Campaign against spiritual pollution

In general, its advocates wanted to curb Western-inspired liberal ideas among the Chinese populace, a by-product of nascent economic reforms and the "New Enlightenment" movement which began in 1978.

[2][3] Spiritual pollution has been called "a deliberately vague term that embraces every manner of bourgeois import from erotica to existentialism", and is supposed to refer to "obscene, barbarous or reactionary materials, vulgar taste in artistic performances, indulgence in individualism" and statements that "run counter to the country's social system" according to Deng Liqun, the Party's Propaganda Chief at the time of the campaign.

[5] The campaign against spiritual pollution can be said to have its origins in the Twelfth Party Congress held in September 1982, during which Deng Xiaoping stated his intention to continue China's march towards economic modernization and liberalization, a process that he initiated in 1978.

Attempting to maintain a balance between the conservative and moderate factions in the Party, Deng tempered his emphasis on continued economic development with a call to build up China's "socialist spiritual civilization" so as to preserve its socialist ideological orientation and protect it against the unwanted societal impacts of "bourgeois liberalism", which had begun trickling in since the policy of opening up began in 1978.

The constitution rejected the ultra-left ideology of the Mao era, provided for greater protection of citizens' dignity and civil liberties, and advocated for an orderly, institutionalized and accountable system of justice.

The new constitution carried significant caveats, however; it specified, for instance, that citizens' freedom of privacy and correspondence were protected, except in cases where it was of interest to the state.

[8] Although some Chinese officials, including Deng Liqun, saw some value in the writings of the humanist intellectuals, by June 1983, fears were growing that criticism of this nature had the potential to severely undermine the political and ideological basis for the Communist Party's legitimacy.

In June 1983, premier Zhao Ziyang delivered an address at the opening of the Sixth National People's Congress warning against the growing liberal tendencies in academic and artistic circles, and criticized such trends as being representative of a decadent ideology at odds with the goals of socialism.

[9] Following Zhao's speech, conservative Party journals began linking the recent crime wave with the scholarly discourse on humanism.

The editors of Red Flag, for instance, declared that "Various kinds of crime are bound to occur where the influence of bourgeois extreme individualism...is still present.

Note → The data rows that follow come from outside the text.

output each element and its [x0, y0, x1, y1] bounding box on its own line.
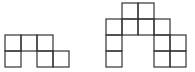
grid-cell	[154, 35, 170, 51]
grid-cell	[138, 3, 154, 19]
grid-cell	[170, 51, 186, 67]
grid-cell	[138, 19, 154, 35]
grid-cell	[106, 19, 122, 35]
grid-cell	[106, 35, 122, 51]
grid-cell	[106, 51, 122, 67]
grid-cell	[37, 51, 53, 67]
polyomino-diagram	[0, 0, 195, 72]
grid-cell	[154, 51, 170, 67]
right-polyomino	[106, 3, 186, 67]
grid-cell	[5, 51, 21, 67]
grid-cell	[154, 19, 170, 35]
grid-cell	[122, 19, 138, 35]
grid-cell	[37, 35, 53, 51]
grid-cell	[21, 35, 37, 51]
grid-cell	[122, 3, 138, 19]
grid-cell	[170, 35, 186, 51]
grid-cell	[5, 35, 21, 51]
left-polyomino	[5, 35, 69, 67]
grid-cell	[53, 51, 69, 67]
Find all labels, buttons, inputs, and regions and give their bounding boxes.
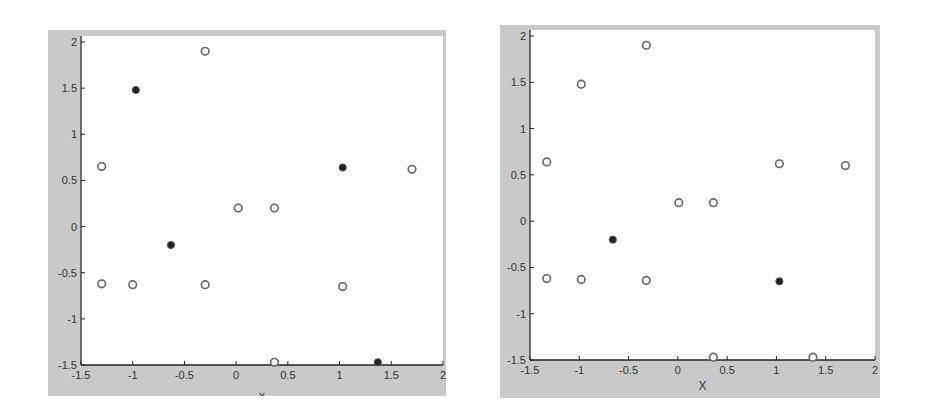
open-point-marker [201, 47, 209, 55]
open-point-marker [809, 353, 817, 361]
open-point-marker [201, 281, 209, 289]
x-tick-label: 2 [440, 369, 446, 381]
open-point-marker [271, 204, 279, 212]
open-point-marker [577, 276, 585, 284]
x-tick-label: 0 [675, 364, 681, 376]
filled-point-marker [167, 241, 174, 248]
x-tick-label: 0 [233, 369, 239, 381]
open-point-marker [577, 80, 585, 88]
right-chart: -1.5-1-0.500.511.5221.510.50-0.5-1-1.5X [507, 30, 878, 393]
clip-mask [48, 396, 446, 408]
open-point-marker [675, 199, 683, 207]
y-tick-label: 2 [520, 30, 526, 42]
plot-area [81, 36, 443, 365]
open-point-marker [543, 158, 551, 166]
y-tick-label: -0.5 [58, 267, 77, 279]
x-tick-label: 1 [773, 364, 779, 376]
open-point-marker [643, 277, 651, 285]
open-point-marker [271, 358, 279, 366]
open-point-marker [543, 275, 551, 283]
open-point-marker [710, 353, 718, 361]
y-tick-label: -1 [67, 313, 77, 325]
x-tick-label: -0.5 [175, 369, 194, 381]
filled-point-marker [132, 86, 139, 93]
x-tick-label: -1 [128, 369, 138, 381]
y-tick-label: 0.5 [62, 174, 77, 186]
open-point-marker [710, 199, 718, 207]
y-tick-label: -1 [516, 308, 526, 320]
open-point-marker [234, 204, 242, 212]
filled-point-marker [339, 164, 346, 171]
open-point-marker [842, 162, 850, 170]
y-tick-label: 1 [71, 128, 77, 140]
open-point-marker [129, 281, 137, 289]
open-point-marker [643, 41, 651, 49]
open-point-marker [98, 280, 106, 288]
x-tick-label: 0.5 [719, 364, 734, 376]
left-chart: -1.5-1-0.500.511.5221.510.50-0.5-1-1.5x [48, 36, 446, 408]
filled-point-marker [609, 236, 616, 243]
x-tick-label: -1 [574, 364, 584, 376]
open-point-marker [98, 163, 106, 171]
x-tick-label: 2 [872, 364, 878, 376]
filled-point-marker [776, 278, 783, 285]
y-tick-label: 0 [71, 221, 77, 233]
x-tick-label: 1 [337, 369, 343, 381]
x-tick-label: 0.5 [280, 369, 295, 381]
y-tick-label: 0 [520, 215, 526, 227]
y-tick-label: 0.5 [511, 169, 526, 181]
x-tick-label: 1.5 [818, 364, 833, 376]
y-tick-label: -1.5 [507, 354, 526, 366]
open-point-marker [776, 160, 784, 168]
x-axis-label: X [698, 379, 706, 393]
filled-point-marker [374, 359, 381, 366]
y-tick-label: -1.5 [58, 359, 77, 371]
open-point-marker [408, 166, 416, 174]
x-tick-label: -0.5 [619, 364, 638, 376]
y-tick-label: -0.5 [507, 261, 526, 273]
y-tick-label: 2 [71, 36, 77, 48]
open-point-marker [339, 283, 347, 291]
y-tick-label: 1.5 [62, 82, 77, 94]
scatter-plots: -1.5-1-0.500.511.5221.510.50-0.5-1-1.5x-… [0, 0, 927, 417]
y-tick-label: 1.5 [511, 76, 526, 88]
y-tick-label: 1 [520, 123, 526, 135]
x-tick-label: 1.5 [384, 369, 399, 381]
plot-area [530, 30, 875, 360]
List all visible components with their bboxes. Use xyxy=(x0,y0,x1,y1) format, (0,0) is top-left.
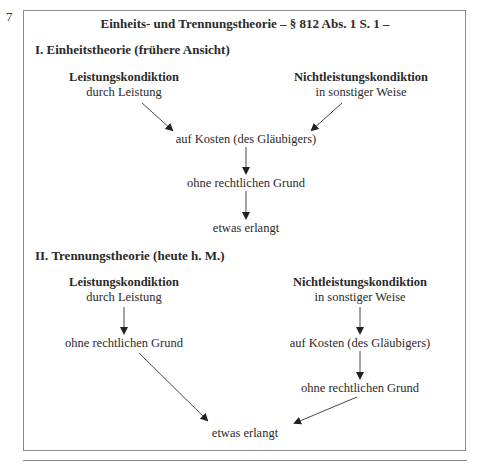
arrow-s1-left-to-aufkosten xyxy=(142,103,172,130)
arrow-s1-right-to-aufkosten xyxy=(312,103,342,130)
arrow-s2-left-ohnegrund-to-erlangt xyxy=(139,353,207,420)
arrows-layer xyxy=(0,0,479,465)
arrow-s2-right-ohnegrund-to-erlangt xyxy=(295,397,357,423)
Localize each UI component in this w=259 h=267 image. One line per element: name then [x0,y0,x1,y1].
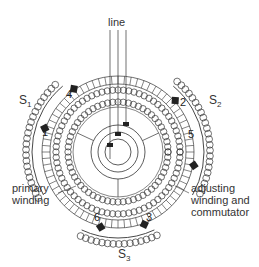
brush-label-1: 1 [42,126,48,138]
brush-label-3: 3 [146,211,152,223]
label-adjusting-winding: adjusting winding and commutator [191,182,250,218]
brush-label-6: 6 [94,211,100,223]
brush-label-5: 5 [188,128,194,140]
label-s3: S3 [118,248,130,265]
motor-diagram [0,0,259,267]
label-line: line [108,16,125,28]
label-s2: S2 [209,94,221,111]
label-s1: S1 [19,94,31,111]
brush-label-4: 4 [66,88,72,100]
brush-label-2: 2 [180,96,186,108]
label-primary-winding: primary winding [12,182,49,206]
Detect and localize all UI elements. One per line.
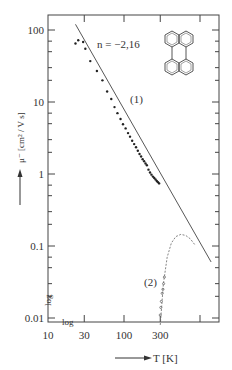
- data-point: [149, 171, 151, 173]
- data-point: [119, 118, 121, 120]
- data-point: [89, 60, 91, 62]
- data-point: [127, 132, 129, 134]
- data-point: [137, 150, 139, 152]
- data-point: [146, 164, 148, 166]
- x-tick-labels: 1030100300: [43, 329, 170, 341]
- mobility-chart: 0.010.1110100 1030100300 μ⁻ [cm² / V s] …: [0, 0, 232, 370]
- x-axis-ticks-top: [84, 15, 200, 22]
- series-1-label: (1): [130, 93, 143, 106]
- x-log-tag: log: [62, 317, 74, 327]
- arrow-head-icon: [18, 169, 23, 177]
- data-point: [84, 47, 86, 49]
- data-point: [113, 106, 115, 108]
- y-tick-label: 0.1: [30, 240, 44, 252]
- series-2-trend: [160, 234, 194, 325]
- y-axis-ticks: [48, 30, 55, 318]
- data-point: [131, 140, 133, 142]
- y-log-tag: log: [43, 294, 53, 306]
- y-tick-label: 10: [33, 96, 45, 108]
- data-point: [122, 123, 124, 125]
- x-tick-label: 10: [43, 329, 55, 341]
- x-tick-label: 300: [152, 329, 169, 341]
- y-axis-ticks-right: [212, 30, 219, 318]
- y-tick-label: 1: [39, 168, 45, 180]
- data-point: [135, 146, 137, 148]
- y-tick-label: 100: [28, 24, 45, 36]
- fit-line: [75, 24, 211, 262]
- data-point: [106, 90, 108, 92]
- data-point: [140, 155, 142, 157]
- fit-exponent-annotation: n = −2,16: [97, 38, 140, 50]
- data-point: [124, 127, 126, 129]
- data-point: [141, 158, 143, 160]
- arrow-head-icon: [144, 356, 152, 361]
- data-series: [74, 24, 211, 325]
- data-point: [82, 41, 84, 43]
- data-point: [96, 70, 98, 72]
- x-axis-title: T [K]: [115, 352, 178, 364]
- data-point: [147, 168, 149, 170]
- data-point: [129, 135, 131, 137]
- data-point: [77, 39, 79, 41]
- data-point: [110, 98, 112, 100]
- y-axis-title: μ⁻ [cm² / V s]: [16, 112, 26, 205]
- data-point: [150, 173, 152, 175]
- x-tick-label: 100: [116, 329, 133, 341]
- series-2-label: (2): [144, 276, 157, 289]
- x-tick-label: 30: [79, 329, 91, 341]
- data-point: [116, 112, 118, 114]
- data-point: [101, 79, 103, 81]
- y-tick-label: 0.01: [25, 312, 44, 324]
- data-point: [133, 143, 135, 145]
- y-axis-label: μ⁻ [cm² / V s]: [16, 112, 26, 163]
- data-point: [158, 182, 160, 184]
- data-point: [143, 160, 145, 162]
- y-tick-labels: 0.010.1110100: [25, 24, 45, 324]
- data-point: [74, 42, 76, 44]
- x-axis-label: T [K]: [153, 352, 178, 364]
- data-point: [138, 153, 140, 155]
- x-axis-ticks: [84, 315, 200, 322]
- perylene-structure-icon: [165, 31, 193, 75]
- plot-frame: [48, 15, 219, 322]
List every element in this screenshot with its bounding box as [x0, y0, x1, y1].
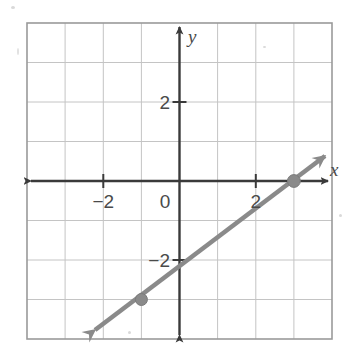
data-point	[288, 175, 301, 188]
coordinate-plane-figure: −2 0 2 2 −2 y x	[0, 0, 350, 355]
origin-label: 0	[160, 191, 171, 212]
scan-speck	[17, 48, 19, 55]
x-axis-label: x	[329, 159, 339, 180]
x-tick-label-positive-2: 2	[251, 191, 262, 212]
graph-canvas: −2 0 2 2 −2 y x	[0, 0, 350, 355]
scan-speck	[339, 214, 342, 217]
scan-speck	[11, 6, 15, 9]
y-axis-label: y	[186, 26, 197, 47]
scan-speck	[128, 331, 131, 334]
x-tick-label-negative-2: −2	[92, 191, 114, 212]
scan-speck	[263, 46, 266, 48]
data-point	[135, 294, 147, 306]
y-tick-label-negative-2: −2	[148, 250, 170, 271]
y-tick-label-positive-2: 2	[159, 92, 170, 113]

[12] The campaign against spiritual pollution came as a response to an unprecedented public intellectual discussion that heated up in the early 1980s on the question of "alienation" and "humanism".

[16] As Wang Jing argues, "What was remembered was not only personal wounds inflicted upon each individual by the Revolution and the Gang of Four--a cliche that outlived its appeal by the mid-1980s--but also the repressed memory of the early history of Marxism, specifically, the humanist epistemology of the young Marx epitomized in his Economic and Philosophic Manuscripts of 1844".

There were "orthodox Marxist-Leninists", commonly found among power holders in the high establishment; "revisionists", widely regarded by the West as reformists or progressives; and the young humanist Marxists, recognized by a continuously critical voice.

Based on Wang's argument, Bill Brugger and David Kelly, in their Chinese Marxism in the Post-Mao Era, interpret it as the idea that "A Marxist view of human nature should be not pre-social in the manner of the social contract theorists but trans-social"[20]: 161.

[25] In Brugger and Kelly's conception, the critical elements within the alienation school's theories "have played an important historical role"[20]: 169 and that "humanism was in fact taking a new turn in Wang Ruoshui's hands".

[20]: 5 Because of the ideological undertone his view has, Wang came to provide an "important intellectual support" for students who participated in the pro-democracy demonstrations in late 1986 and early 1987.

[20]: 5 Zhou Yang's view that the presence of alienation shows merely a malfunction of socialism rather than the inherent shortcoming of the system itself became one of the major targets of critiques from later scholars.

[18]:18 For Wang Jing, the fact that the alienation school remains theoretically limited stems from their belief that "de-alienation could be achieved simply by resorting to the objective emancipatory means implemented by a revitalized socialist system and an enlightened Party leadership,"[18]: 18 while foreign commentators like Jing Wang may suggest that the communist party, which has the monopoly over the materials and course of production, might be "the real problem".

For Kelly, who wrote as early as in 1987, there seemed to be a "moral conviction" among intellectuals like Wang Ruoshui to develop, within the framework of Marxism itself, a remedy to the calamities in the fanatical periods of the Great Leap Forward and the Cultural Revolution.